Former Cork soccer stadium to be knocked?

A former League of Ireland football ground is in line to become an office and commercial development, if a recent application to Cork County Council succeeds.

Former Cork soccer stadium to be knocked?

In plans lodged earlier this month, Cork-registered property company Soltaz Ltd has sought permission to demolish stadium structures at the former FAI grounds at Curraheen. Before its use by the FAI, the Bishopstown site was the home to Cork City FC in the 1990s.

The application proposes an office building of four to five storeys, to be constructed in two phases, and a single-storey café/restaurant. The site is next to the Curraheen Park greyhound stadium on the western outskirts of the city, just off the Ballincollig bypass.

In 2004, McCarthy Developments (Cork) Ltd was turned down by An Bord Pleanála for a student accommodation scheme of 150 residential units, following appeals against county council approval.

In late 2008 the same firm applied for a larger development to include 140 student/staff apartments, shops, bank, restaurant and science and technology space in seven buildings, but again, initial local authority permission was overturned five years ago following a third-party appeal.

* Cork City Council has permitted the change of a city centre retail scheme to mainly office use.

In a reverse of its own decision on a similar application last year, the council gave the go-ahead for the changes to permission for Stapleton House on Oliver Plunkett St.

In April, Padlake Ltd applied to change the permitted use of the first, second and third floors, from retail to office.

Further details included changing the facades and internal layouts of the building, which is on the corner with Smith St, which leads to South Mall. The company also sought permission to retain and finish the construction and use of a fourth-floor office.

The local authority requested further information from the applicant, which was submitted in July, and the council has now granted permission for the changes.

* Cork County Council has refused to extend permission for another ferry-landing station in Cork Harbour. Aidan Coffey and Jeremiah Murphy Partnership, trading as Harbour CAT Ferries, sought approval 18 months ago to build a passenger-ferry landing station next to the RNLI station at Knocknagore.

The plan was to extend permission, already granted on foot of plans first lodged in 2008, to build a pontoon with shelter and access gangway, digital advertising/ information board, bicycle stall, and to relocate a trawler-repair slab.

Earlier this month, Cork County Council had turned down the same applicants’ plans to extend permission for two further ferry stations in Passage West and Monkstown and also in Cork Harbour. Both had also been the subject of successful applications submitted originally to planners in 2008.

* Cork County Council has been asked to allow the completion of works on a housing scheme at Ballincollig.

Chaffinch Developments has made the application in relation to the works at Fionn Laoi, Poulavone, Carrigrohane, where applications were first lodged a decade ago.

In the plans submitted earlier this month, the firm has sought permission to construct 26 houses and all associated works. The applicants request permission for completion of two houses at Riversedge, as permitted under 2004 and 2007 applications.

In addition, approval is sought for the retention and completion of eight houses — four each in Heron’s Way and Kingfisher Close — in a changed design from the permitted duplexes to two-storey terraced houses.

* Full permission has been granted for a drive-through restaurant on a portion of the Musgrave Park rugby grounds on Cork’s Southside. The conditions set by Cork City Council relating to traffic access, parking spaces and opening hours of the planned McDonald’s facility had been the subject of an appeal by the company, following last month’s grant of approval for the project. However, the council has now issued a final grant of permission, after notification that the appeal to An Bord Pleanála had been withdrawn.

McDonald’s Restaurants of Ireland submitted the application last November, for the one-acre site, which borders Kinsale Road and Tramore Road. But local planners only gave approval after the company addressed issues relating to traffic and parking, which were dealt with in a dozen submissions by third parties.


Your assignment ->
Excerpt from the entries below: please repeat exactly the lines from the one containing "Find the location" through the last one, both ends included, with no pictures.

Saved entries
- - -
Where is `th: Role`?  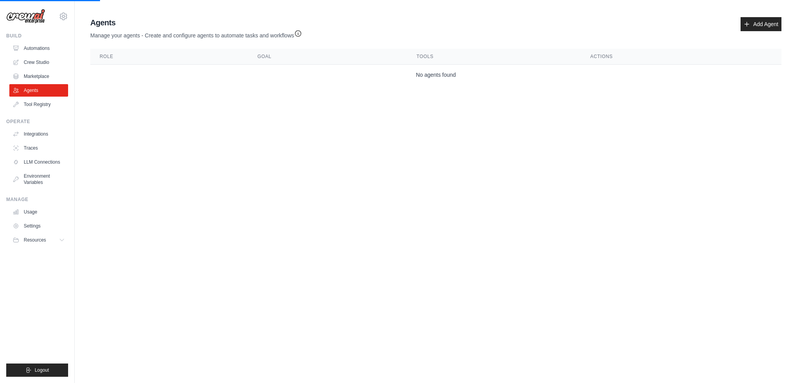 th: Role is located at coordinates (169, 56).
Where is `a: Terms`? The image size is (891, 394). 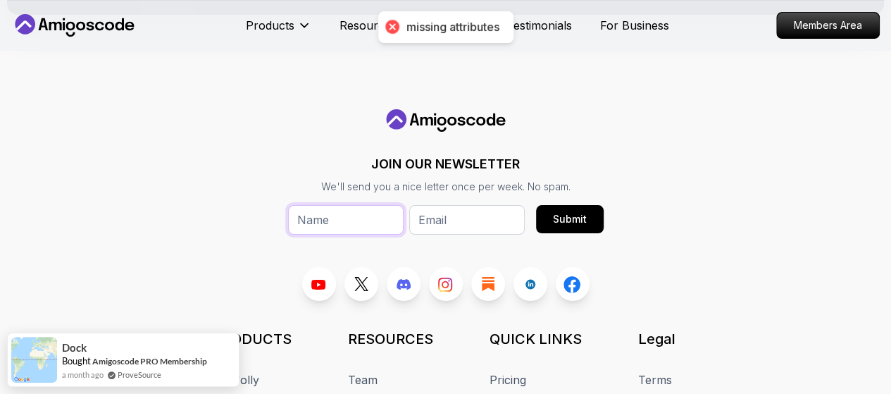 a: Terms is located at coordinates (655, 380).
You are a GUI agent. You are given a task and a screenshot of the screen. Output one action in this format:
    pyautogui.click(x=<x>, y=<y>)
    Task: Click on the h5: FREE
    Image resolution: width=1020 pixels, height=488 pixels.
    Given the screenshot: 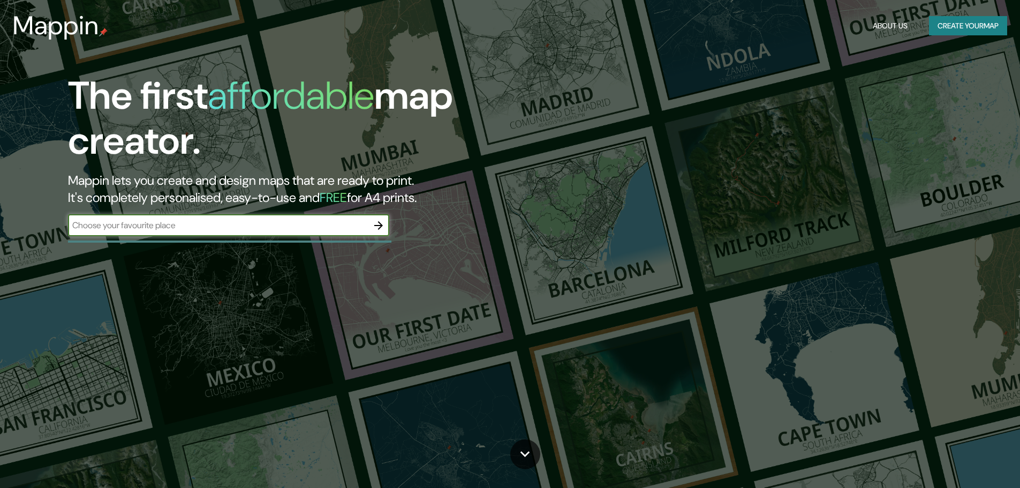 What is the action you would take?
    pyautogui.click(x=333, y=197)
    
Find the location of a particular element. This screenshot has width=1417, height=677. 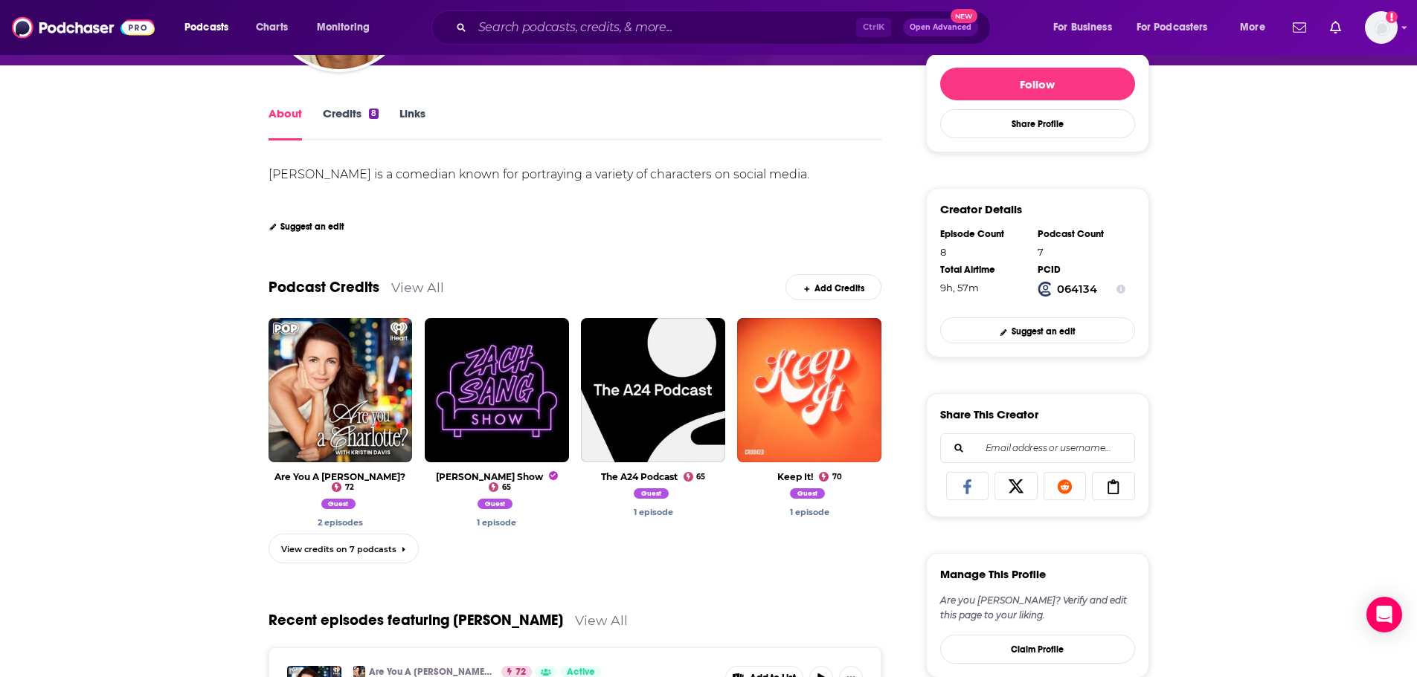

div: Episode Count is located at coordinates (984, 234).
- - -
Solution ->
Find the location of a particular element. This screenshot has width=1417, height=677. 

div: Episode Count is located at coordinates (984, 234).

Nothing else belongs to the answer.